The 10 things in advertising you need to know today
1. It's Cannes Lions week. Keep up to date with all the action with our Facebook Live reports.
2. One year after launch, we found out what's happening at Truffle Pig. The content agency owned by WPP, Snapchat, and The Daily Mail was launched at Cannes Lions 2015.
3. Snapchat put beds in the lofts it's using as offices, but neighbors suspect nobody lives there. For the last 18 months, Snapchat has been inspected by the city of Los Angeles for its use of the Thornton Lofts apartment spaces, which the company uses as offices.
4. Facebook's genre-breaking 'Canvas' ads show why the social network is a force to be reckoned with. It's a great example of how Facebook's formidable tech expertise can translate into the kind of advertising revenue that keeps its market cap at a healthy $323 billion.
5. Snapchat's CEO wore the company's secret-camera sunglasses in public - and nobody noticed. In August, Snapchat CEO Evan Spiegel was pictured wearing a very different pair of sunglasses from his usual ones while on vacation in Corsica with his girlfriend, the model Miranda Kerr.
6. Yahoo CEO Marissa Mayer increased spending after secretly agreeing with investors to cut costs. On average, Yahoo's costs went up 21% in the first two quarters after the deal, compared to the previous year's 6% increase.
7. The Teenage Mutant Ninja Turtles are crushing Viacom's business. The parent company of media properties such as Paramount Pictures and MTV, slashed its forecast for its coming quarter due to the disappointing release of the new movie "Teenage Mutant Ninja Turtles: Out of the Shadows."
8. Twitter advertisers can now get more stats on how their videos are performing, Adweek reports. New stats include completion rate and viewability.
9. A UK programmatic publisher alliance is struggling to launch, Digiday reports. Symmachia, led by the Association of Online Publishers, has failed to come to fruition after 15 months.
10. Pro-Trump PAC spending on TV and radio has quadrupled to $2 million, AdAge reports. Spending has jumped in just two weeks.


*Problem statement*
In the data that follows, count each line holding the string "circle"; answer with the number only.

*** Input for this task ***

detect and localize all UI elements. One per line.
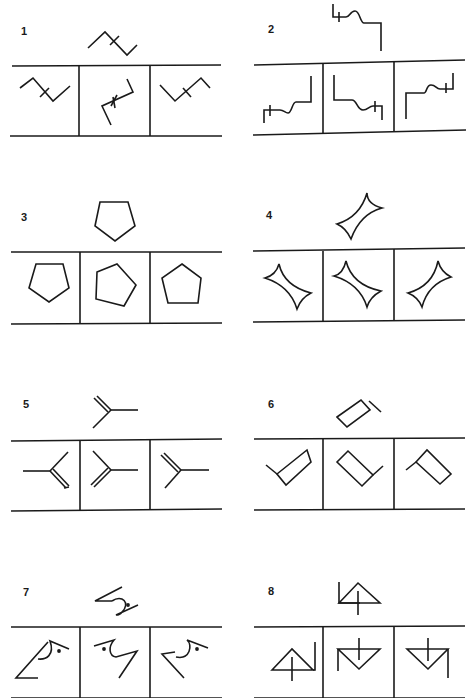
- item-7-grid: [11, 627, 222, 698]
- item-3-option-c-icon: [162, 264, 201, 303]
- item-2-number: 2: [268, 23, 274, 35]
- item-2-option-a-icon: [264, 76, 311, 123]
- item-5-number: 5: [23, 398, 29, 410]
- item-4-option-a-icon: [265, 264, 311, 309]
- item-5-option-b-icon: [91, 451, 138, 487]
- item-6-option-a-icon: [266, 450, 311, 485]
- item-7-target-hook-icon: [95, 587, 138, 615]
- item-1-option-a-icon: [20, 78, 70, 101]
- item-4-target-concave-diamond-icon: [337, 193, 382, 239]
- item-5-option-c-icon: [161, 453, 209, 488]
- item-7-number: 7: [23, 586, 29, 598]
- item-3-grid: [11, 252, 222, 324]
- item-4-option-c-icon: [408, 261, 451, 307]
- item-8-grid: [254, 626, 465, 698]
- item-3-number: 3: [21, 211, 27, 223]
- item-7-option-a-icon: [16, 641, 69, 678]
- item-1-option-b-icon: [102, 79, 133, 125]
- item-1-option-c-icon: [160, 78, 210, 101]
- item-8-target-triangle-icon: [339, 582, 380, 615]
- item-6-number: 6: [268, 398, 274, 410]
- item-2-option-c-icon: [406, 73, 453, 119]
- item-1-target-zigzag-icon: [88, 32, 137, 55]
- item-2-option-b-icon: [334, 75, 382, 120]
- item-5-option-a-icon: [23, 452, 69, 488]
- item-8-option-a-icon: [272, 642, 315, 681]
- item-4-grid: [253, 248, 465, 322]
- item-7-option-c-icon: [162, 640, 208, 678]
- item-7-option-b-icon: [94, 640, 137, 678]
- item-2-grid: [253, 60, 466, 135]
- item-3-option-a-icon: [29, 264, 69, 302]
- item-4-option-b-icon: [334, 261, 381, 307]
- item-8-option-b-icon: [338, 638, 380, 671]
- item-8-number: 8: [268, 585, 274, 597]
- item-3-target-pentagon-icon: [95, 202, 135, 241]
- item-2-target-stepped-line-icon: [333, 4, 381, 51]
- item-1-number: 1: [21, 25, 27, 37]
- item-4-number: 4: [266, 209, 272, 221]
- item-6-option-c-icon: [406, 450, 451, 484]
- item-6-target-rectangle-icon: [337, 400, 381, 427]
- item-8-option-c-icon: [407, 638, 448, 678]
- item-5-target-fork-icon: [93, 396, 138, 428]
- item-6-option-b-icon: [337, 451, 383, 486]
- test-sheet: 1 2 3 4 5 6 7 8: [0, 0, 473, 698]
- item-5-grid: [11, 439, 222, 511]
- item-6-grid: [254, 438, 465, 510]
- item-3-option-b-icon: [96, 264, 136, 306]
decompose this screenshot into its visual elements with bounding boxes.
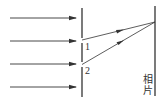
screen-label-char-1: 相: [143, 73, 153, 85]
slit-1-label: 1: [85, 41, 90, 52]
arrowhead-ray-1: [116, 30, 124, 34]
screen-label-char-2: 片: [143, 84, 153, 96]
slit-2-label: 2: [85, 65, 90, 76]
double-slit-diagram: 1 2 相 片: [0, 0, 168, 105]
arrowhead-ray-2: [117, 40, 125, 45]
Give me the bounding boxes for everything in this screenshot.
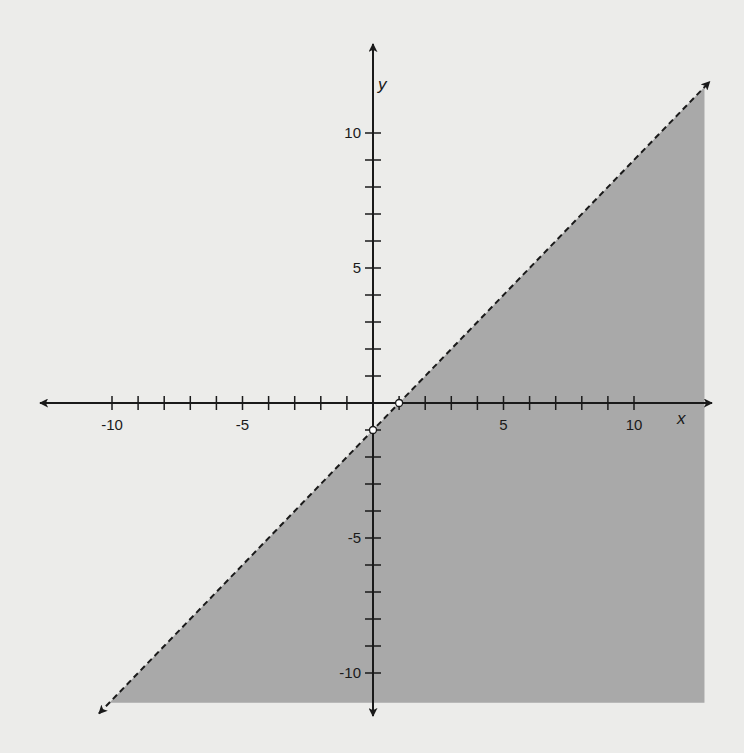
x-axis-label: x bbox=[676, 409, 686, 428]
x-tick-label: -5 bbox=[236, 416, 249, 433]
x-tick-label: 10 bbox=[626, 416, 643, 433]
open-circle-point bbox=[396, 400, 403, 407]
y-tick-label: -5 bbox=[348, 529, 361, 546]
open-circle-point bbox=[370, 427, 377, 434]
y-tick-label: 5 bbox=[353, 259, 361, 276]
x-tick-label: -10 bbox=[101, 416, 123, 433]
y-tick-label: 10 bbox=[344, 124, 361, 141]
inequality-graph: -10-5510 105-5-10 x y bbox=[0, 0, 744, 753]
y-axis-label: y bbox=[377, 75, 388, 94]
y-tick-label: -10 bbox=[339, 664, 361, 681]
x-tick-label: 5 bbox=[499, 416, 507, 433]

*** End of Input for this task ***

*Completed task*
2